Working around the Port Townsend ferry is another problem, according to Smith.
“Neither the ferry or reservation system works as consistently as we need, and we had multiple re-schedules as well as cancellations due to ferry-related issues,” he said.
Now what?
Coupeville is eyeing two landing spots, the Northwest 2B/1B League and the new North Sound 1A League. Both include schools Coupeville has a long athletic history competing against.
The Northwest League includes 2B schools Concrete, Darrington, Friday Harbor, La Conner and Orcas Island and 1B Mount Vernon Christian.
Washington schools are in the middle of the second year of a four-year cycle in which teams are locked into a classification based on enrollment. At the last count, Coupeville had 227 high school students and was placed among the 1A schools (214-461 students). Coupeville was the sixth smallest of the classification’s 57 schools that did not opt up.
Coupeville’s current enrollment in ninth through 11th grades is now in the 2B range, and Coupeville is appealing to the Washington State Activities Association to be reclassified.
Normally, schools have to wait until the end of the four-year cycle to change classifications.
“We don’t know what the WIAA will consider as significant change in enrollment, as this is the first time the WIAA has ever had to render these decisions,” Smith said. “Neither myself or WIAA representatives can really speak to whether we have a legitimate chance of winning the appeal, but we are appealing.”
The decision will be made Jan. 28.
The Cascade Conference is disbanding at the end of this school year, and some of its schools are forming a new conference, the North Sound 1A League, which will include South Whidbey, Sultan, King’s, Cedar Park Christian and Granite Falls.

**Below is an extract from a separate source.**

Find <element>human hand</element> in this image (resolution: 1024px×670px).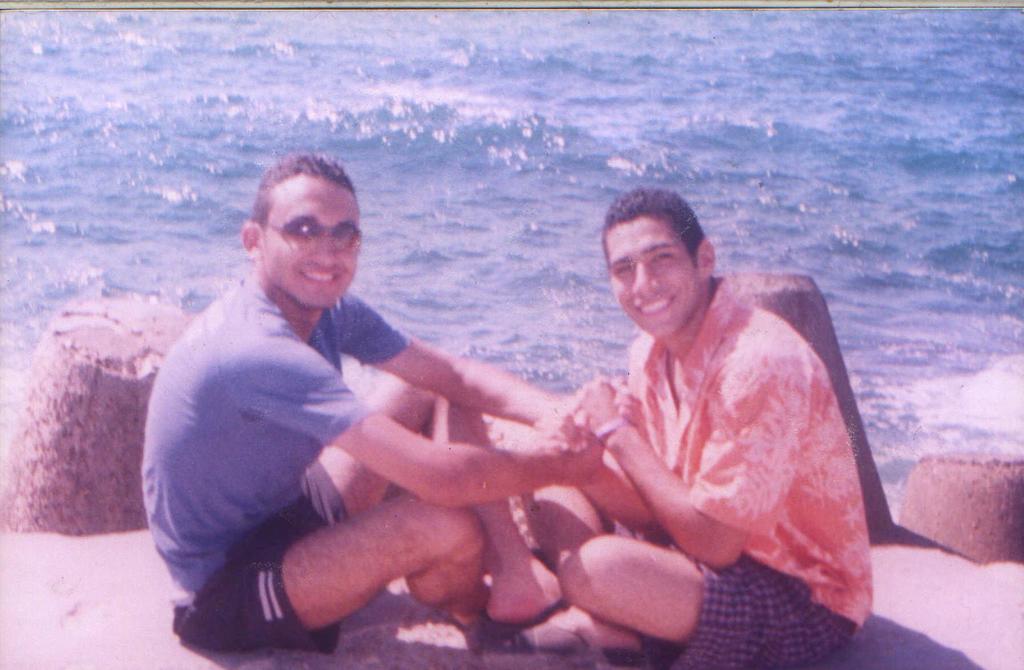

Granite Falls is a 2A school, and, like Coupeville, is appealing to the WIAA to drop a classification.
“Nothing, other than exiting the Olympic League at the conclusion of this year, is set, and even that needs approval from District 3, District 1 and the WIAA which should happen but is not always 100 percent,” Smith said.
“There are a lot of documentation, hearings and legwork that are currently being done and will continue to be done before anything firm happens.”